Perhaps surprisingly, The Paper is cited far more often than The Chapter. According to Google Scholar, at the time of this writing the ratio of citations is 380:1 in favor of The Paper. But even a cursory comparison reveals The Chapter to be a far more detailed description of SMILES. And as a superset of The Paper, the The Chapter makes a much better starting point platform for defining the proto-language.

Out of the totality of SMILES documentation, we're left with just one source: The Chapter. From this source, we can extract a proto-language.

ProtoSMILES

ProtoSMILES is the language defined by David Weininger in his 2003 book chapter titled SMILES - A Language for Molecules and Reactions. This language will be instantly familiar to anyone who works with SMILES. ProtoSMILES is likely to be readable and writable, at least partially, by any modern SMILES software implementation. At the same time, Weininger's description is far from perfect or even usable as-is. Nevertheless, I believe ProtoSMILES to be the best foundation on which to base future standardization efforts.

ProtoSMILES is the basis for a work in progress that I'm currently calling "Dialect." Dialect is a molecular serialization format and a subset of ProtoSMILES. Dialect's purpose is to bridge the gap between what Weininger described and a specification suitable for future software development efforts.

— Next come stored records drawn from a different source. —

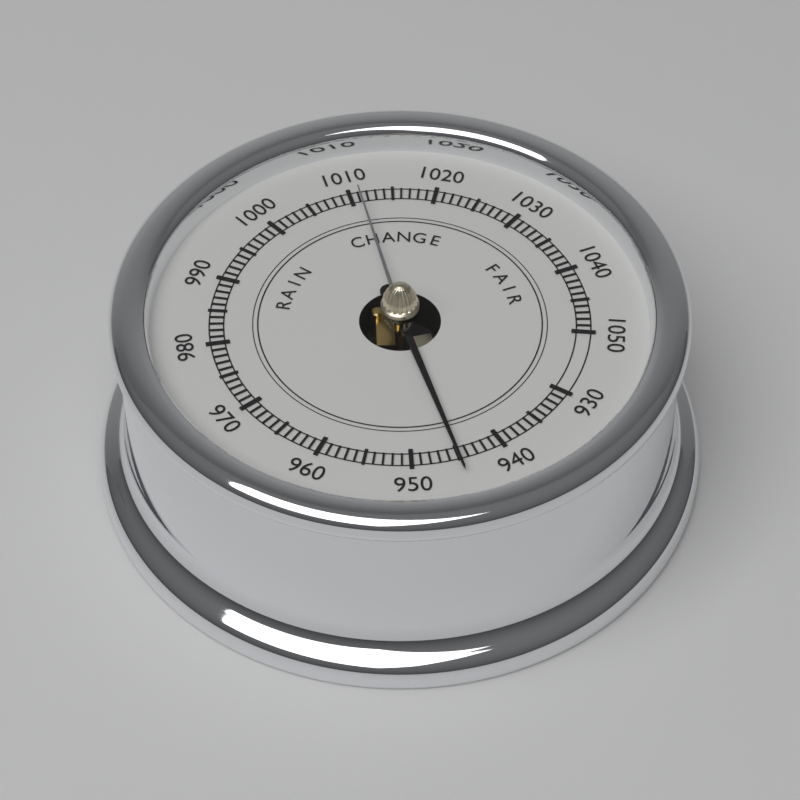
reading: 945 (no unit)
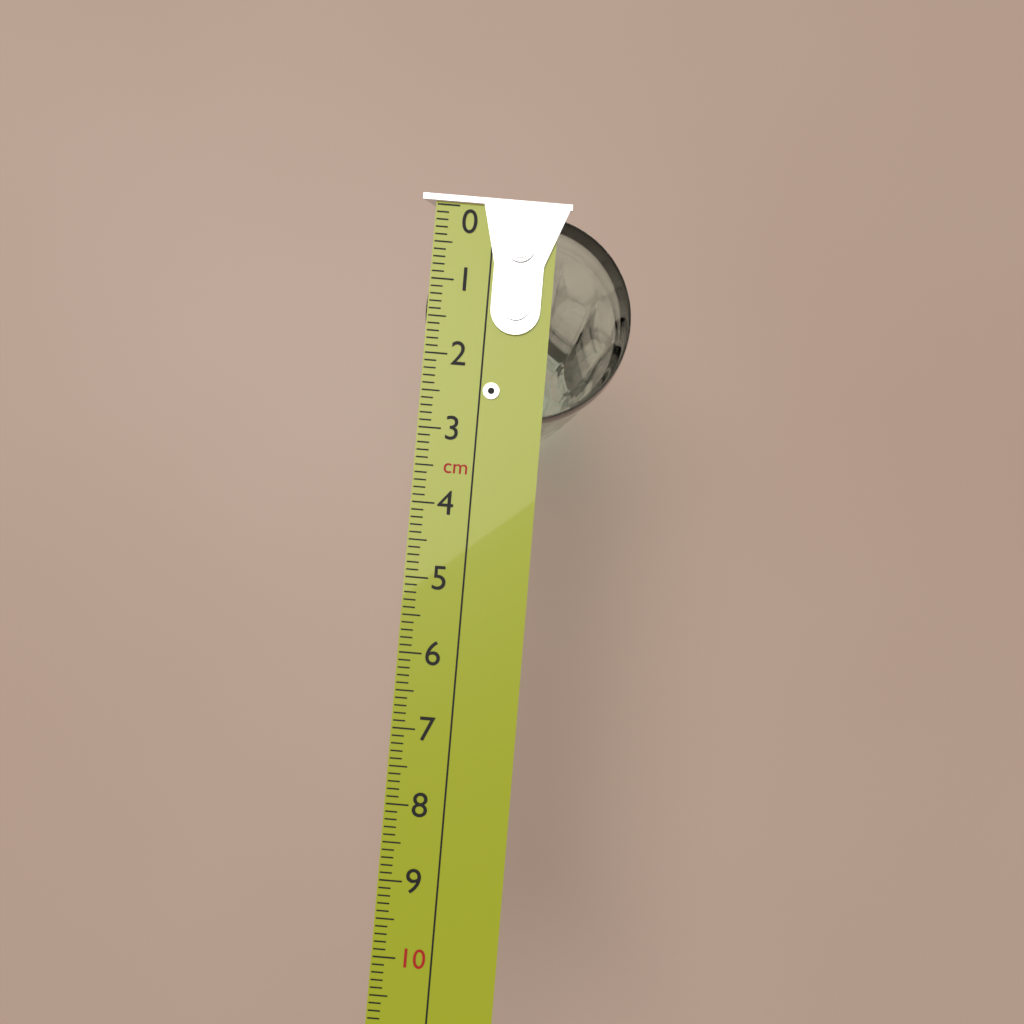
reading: 2.8 cm
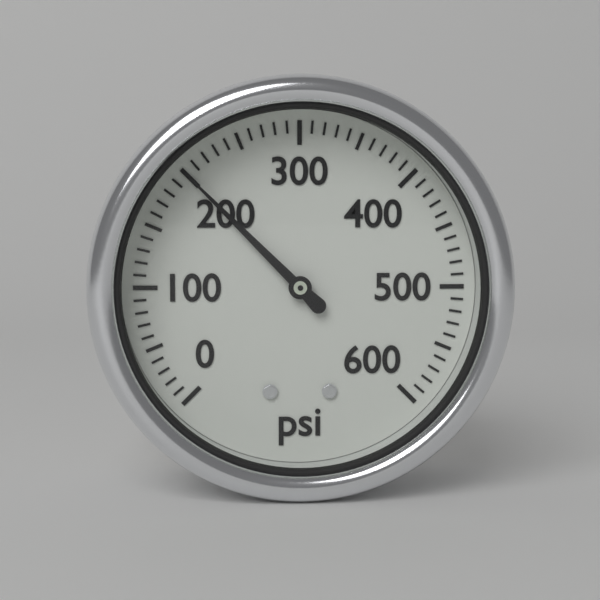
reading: 200 psi
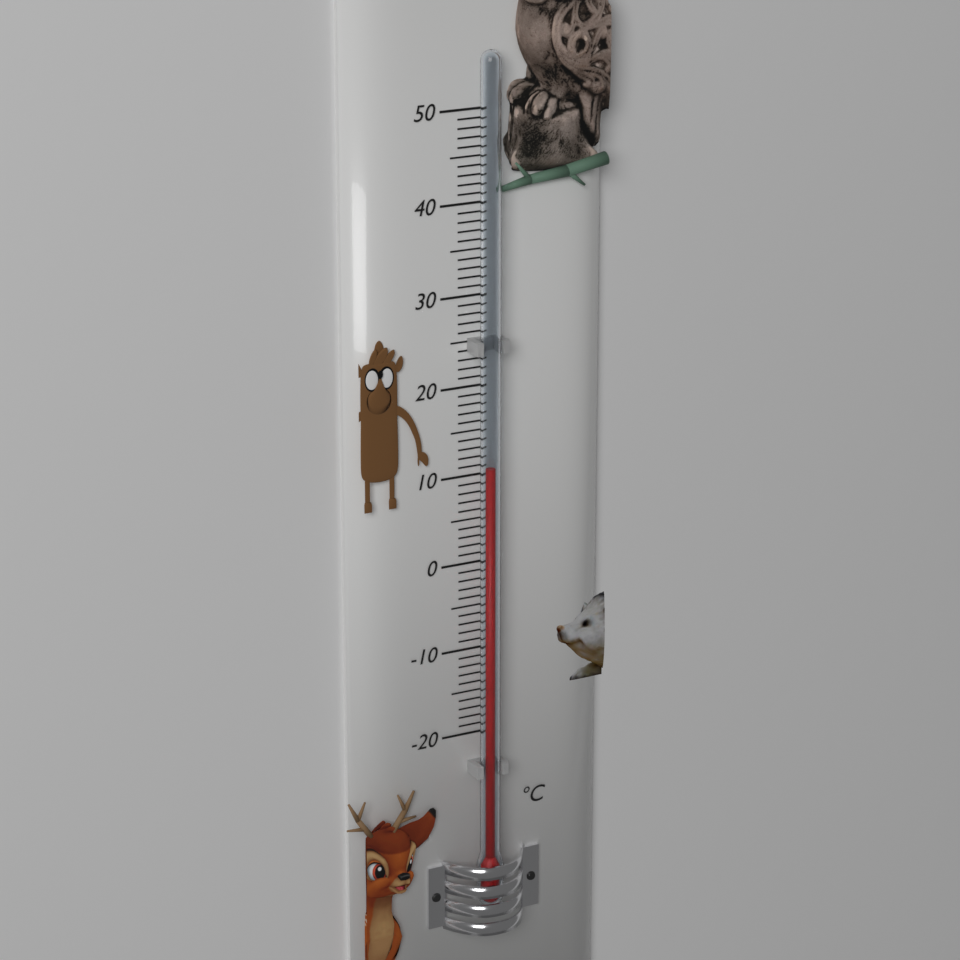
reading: 11 °C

As a language subset, Dialect is subtractive. It removes features of ProtoSMILES without adding any of its own. In most cases this can be done unambiguously. For example, ProtoSMILES places no upper or lower bound on quantities such as atomic mass or hydrogen count, but Dialect does. In other cases, ProtoSMILES itself is ambiguous. For example, it's not clear whether or not non-elided bonds can be promoted when converting from "aromatic" and kekulized forms. Dialect prohibits this. In still other cases, Weininger clearly made a mistake. For example, his grammar defining the two atomic stereodescriptors "@" and "@@" is written in The Chapter as: chiral: '@'|chiral'@';. This left-recursive grammar allows strings including "@@@@@@@" and others — with no upper bound on length. Dialect prohibits them and replaces Weininger's left-recursive grammar with its non-recursive equivalent. Finally, some ProtoSMILES features are expensive but relatively useless. One of them is non-tetrahedral stereochemical templates ("@OH1," "@BP2," etc). Dialect retires this feature, which adds considerable complexity without solving the underlying problem.

Conclusion

Standardizing SMILES itself is by this point may be impossible. The language's imprecise origins and explosive growth has led to a proliferation of dialects. There may be a high level of mutual intelligibility among them, but the differences are substantial enough to undermine data standardization efforts for years to come. This essay introduces an alternative path forward, a SMILES proto-language called ProtoSMILES. ProtoSMILES has been constructed from a subset of authoritative SMILES documentation. Further refinement is underway with Dialect, a strict subset of ProtoSMILES. Dialect eliminates obvious mistakes, retires problematic features, and resolves ambiguous descriptions. The goal is to whittle down SMILES to a representative and specific core suitable for use as a starting point for future software development efforts.